§ EXERCISE PROMPT: The required output is the stretch from the line containing "pixels, height=488 pixels." through the line containing "Describe the element" in the records below, unaltered and with no pictures.

§ DATA IN THIS EXERCISE:
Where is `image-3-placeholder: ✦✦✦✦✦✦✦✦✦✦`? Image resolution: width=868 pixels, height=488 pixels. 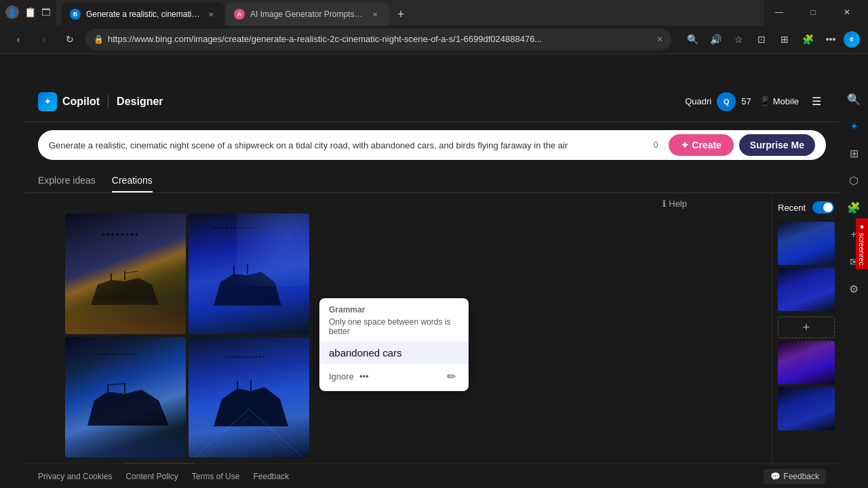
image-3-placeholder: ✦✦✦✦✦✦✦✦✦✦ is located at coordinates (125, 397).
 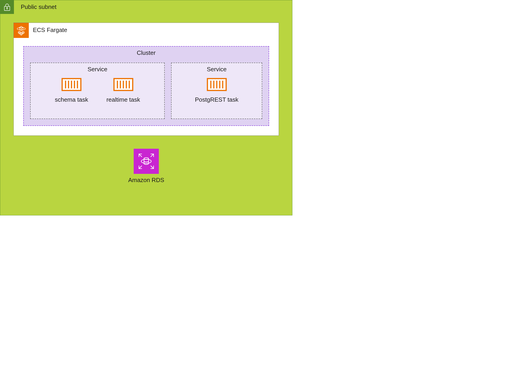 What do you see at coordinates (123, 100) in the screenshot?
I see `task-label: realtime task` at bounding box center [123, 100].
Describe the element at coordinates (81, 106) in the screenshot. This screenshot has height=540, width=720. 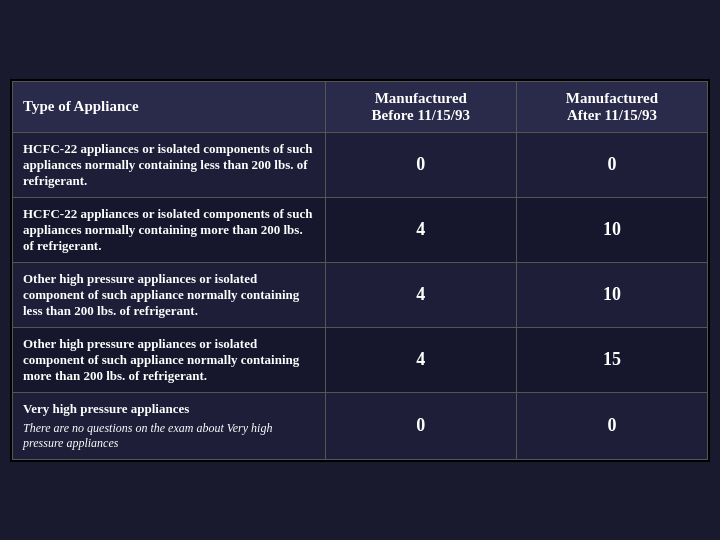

==

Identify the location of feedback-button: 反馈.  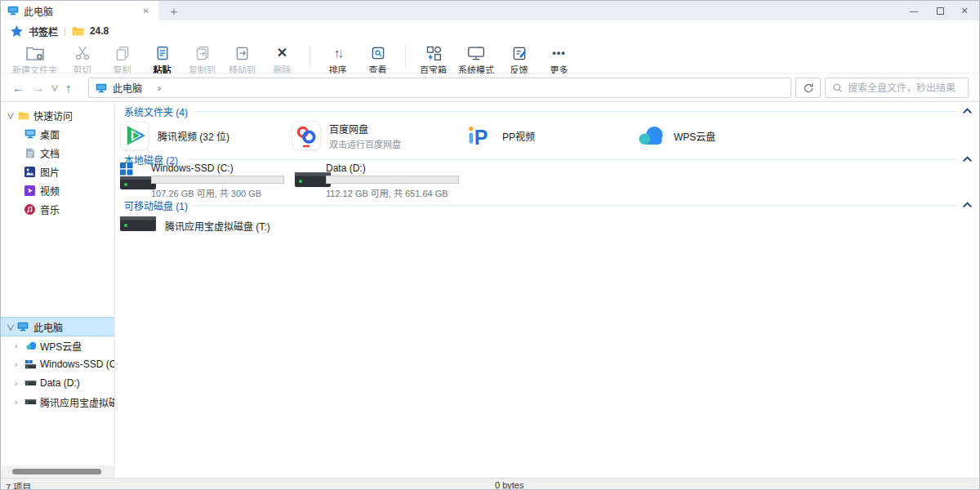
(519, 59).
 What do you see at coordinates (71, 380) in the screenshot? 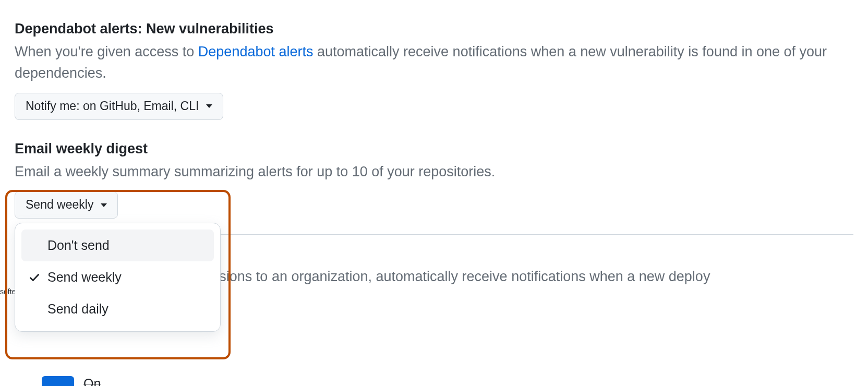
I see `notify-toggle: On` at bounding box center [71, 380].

§ RESULT OF THIS TASK:
Where is `image-3-placeholder: ✦✦✦✦✦✦✦✦✦✦`? Image resolution: width=868 pixels, height=488 pixels. 
image-3-placeholder: ✦✦✦✦✦✦✦✦✦✦ is located at coordinates (125, 397).
  What do you see at coordinates (123, 100) in the screenshot?
I see `task-label: realtime task` at bounding box center [123, 100].
Describe the element at coordinates (81, 106) in the screenshot. This screenshot has height=540, width=720. 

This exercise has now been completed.